[webkit-reviews] review requested: [Bug 19663] Image animation timers do not account for paint lag : [Attachment 21864] patch v3

bugzilla-daemon at webkit.org bugzilla-daemon at webkit.org
Fri Jun 20 17:16:19 PDT 2008


Peter Kasting <zerodpx at gmail.com> has asked  for review:
Bug 19663: Image animation timers do not account for paint lag
https://bugs.webkit.org/show_bug.cgi?id=19663

Attachment 21864: patch v3
https://bugs.webkit.org/attachment.cgi?id=21864&action=edit

------- Additional Comments from Peter Kasting <zerodpx at gmail.com>
New patch.

This not only accounts for paint and timer lag, but skips frames as needed, and
in general deals with the case of "hidden" animated images.  Now you can switch
tabs and switch back and the image will sync to the proper place.

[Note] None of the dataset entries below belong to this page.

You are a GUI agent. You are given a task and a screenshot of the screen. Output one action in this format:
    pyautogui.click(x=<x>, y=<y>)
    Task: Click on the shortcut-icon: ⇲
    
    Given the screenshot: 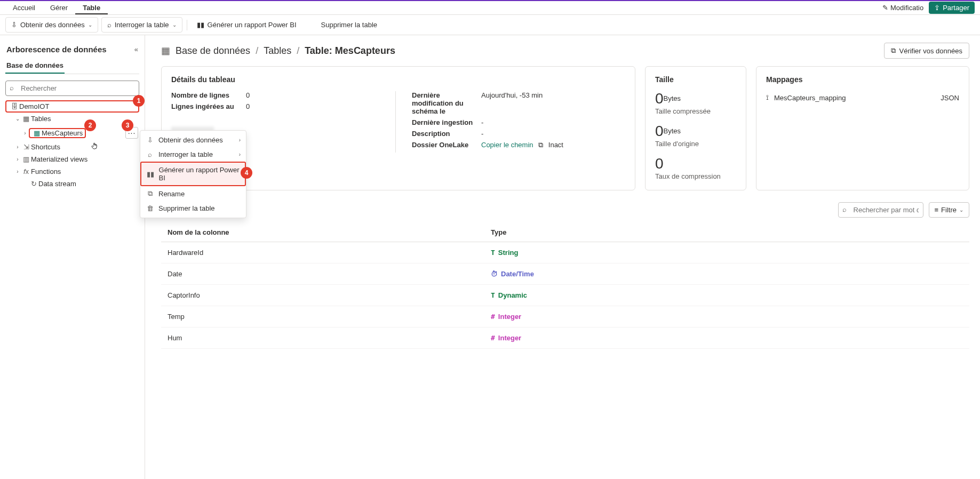 What is the action you would take?
    pyautogui.click(x=26, y=147)
    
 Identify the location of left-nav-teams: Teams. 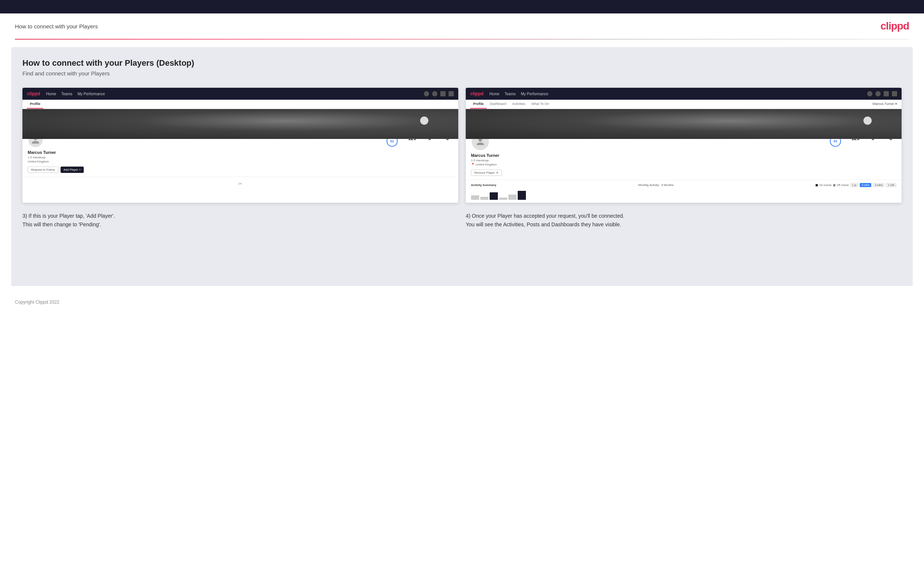
(67, 94).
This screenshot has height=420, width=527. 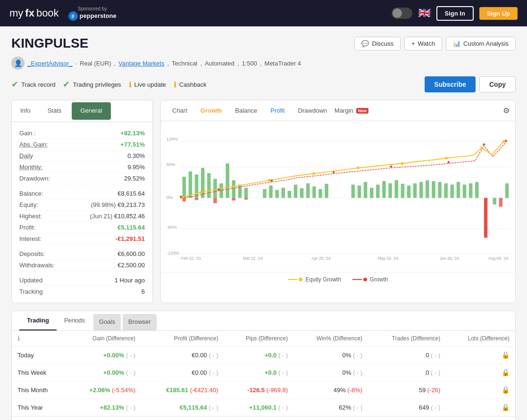 I want to click on deposits-row: Deposits: €6,600.00, so click(x=82, y=254).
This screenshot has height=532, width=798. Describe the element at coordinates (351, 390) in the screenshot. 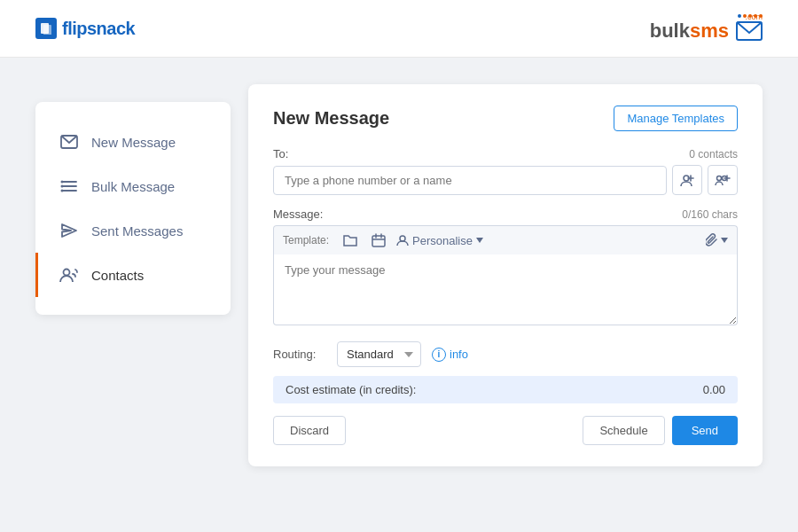

I see `cost-label: Cost estimate (in credits):` at that location.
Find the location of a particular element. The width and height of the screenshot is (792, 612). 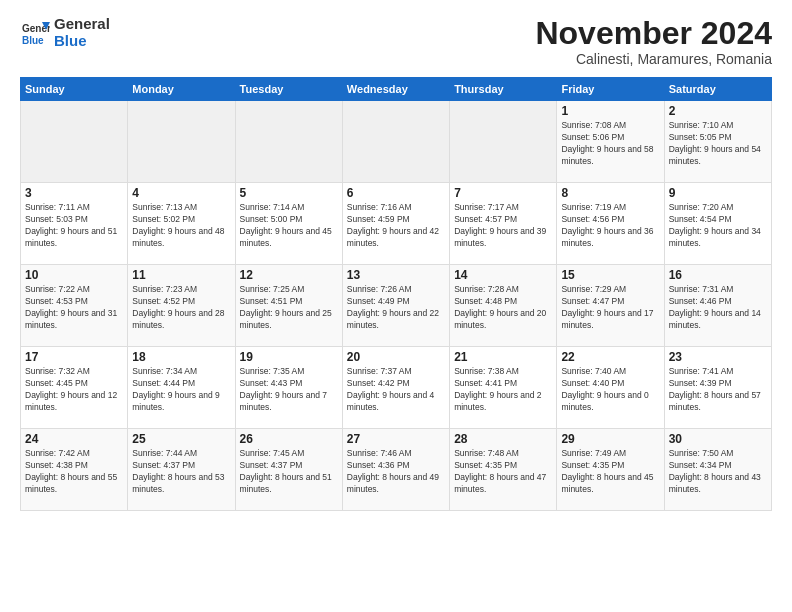

day-number: 17 is located at coordinates (74, 357).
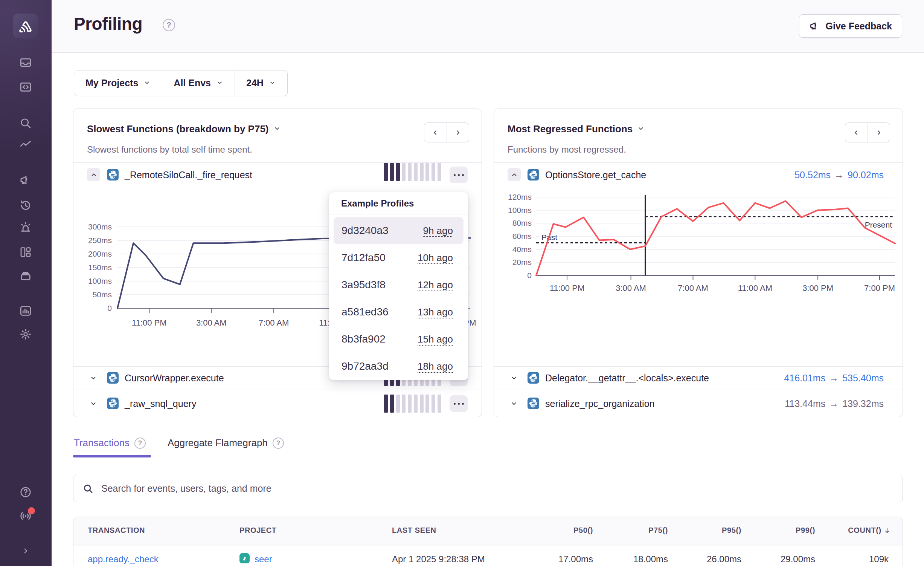  What do you see at coordinates (26, 63) in the screenshot?
I see `issues-icon` at bounding box center [26, 63].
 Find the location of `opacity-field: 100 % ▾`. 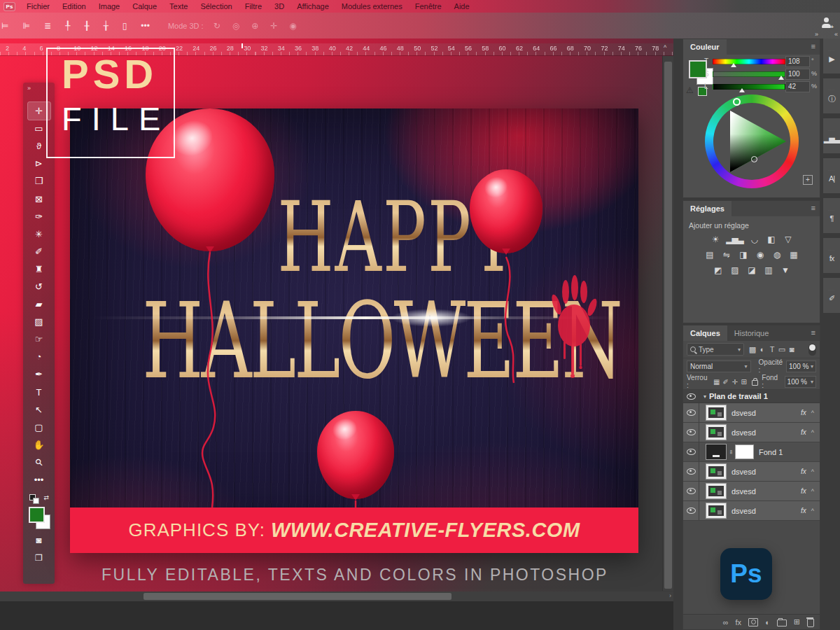

opacity-field: 100 % ▾ is located at coordinates (801, 367).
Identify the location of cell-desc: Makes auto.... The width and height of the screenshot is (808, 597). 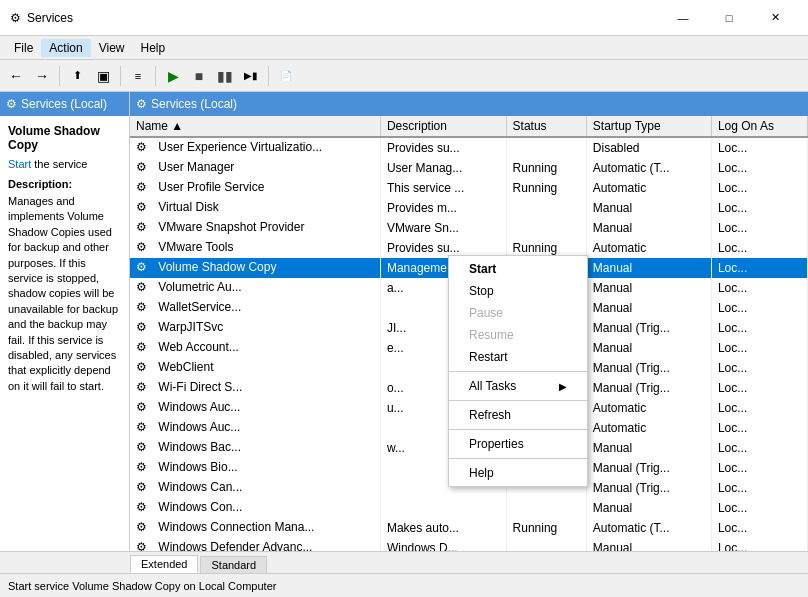
(443, 528).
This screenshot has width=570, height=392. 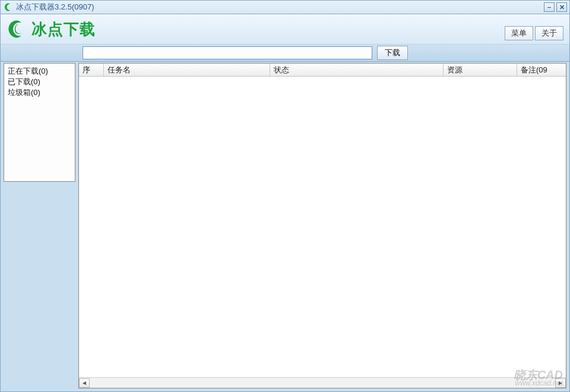 I want to click on sidebar-item-label: 正在下载(0), so click(x=28, y=71).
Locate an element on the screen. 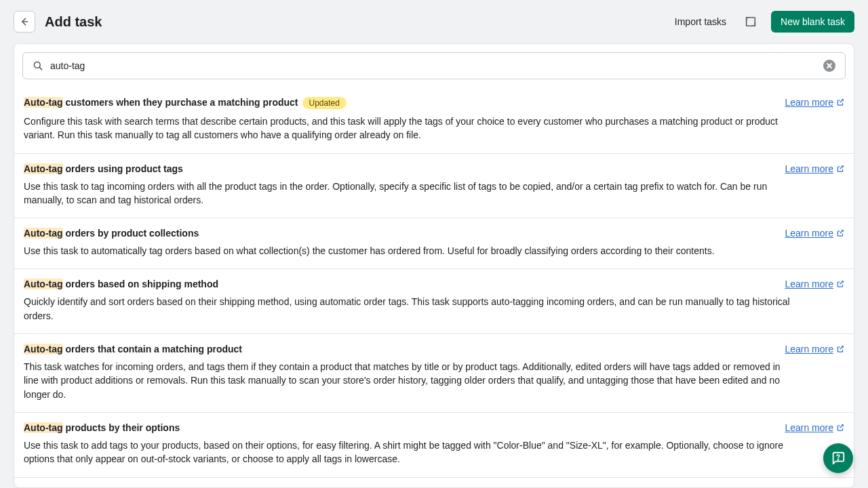 The image size is (868, 488). task-head: Auto-tag customers when they purchase a … is located at coordinates (434, 103).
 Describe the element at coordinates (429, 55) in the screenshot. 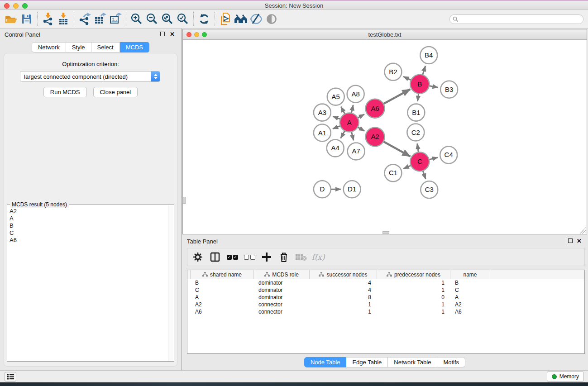

I see `graph-node-B4: B4` at that location.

There are four caveats with this patch:

(1) Because we keep adding small values as doubles to calculate the desired
time for something to happen, I'm concerned this can suffer from floating point
roundoff error.  That said, the values are generally in the range of 0.05 or
higher, and we should be able to add a lot of these for a long time before we
find errors.  I think.	(My memory of how roundoff errors accumulate here is
weak.)

(2) This may need a conditional for when we are _way_ late on an animation
frame, in order to avoid doing excessive work when the user doesn't care.  If a
user has a hidden animation for 14 hours, and switches back, we're going to
iterate through 14 hours' worth of frames.  Even though we're not doing any
drawing or decoding in this process, it's still a lot of iterations.  Perhaps
we can say that once the frame is 5 minutes late, the user doesn't care about
resyncing.  That should be conservative and still fast enough to have no
noticeable impact.

(3) In the case where we want to change immediately, I do it synchronously
instead of setting a 0-wait timer.  This means the observers can get notified
of a change synchronously here.  I don't know if this is problematic.

(3) I moved startAnimation() calls in the various backends so that in the case
where we're skipping frames and need to immediately change the current frame,
we get the right frame before grabbing its bits to draw.  This reduces a weird
jumpy effect where you switch back to a tab and it draws the old frame and then
immediately a new frame.  However, as with (3), this means image observers can
get notified of the image changing, synchronously, before we actually draw the
image.	Again, I don't know how problematic this is.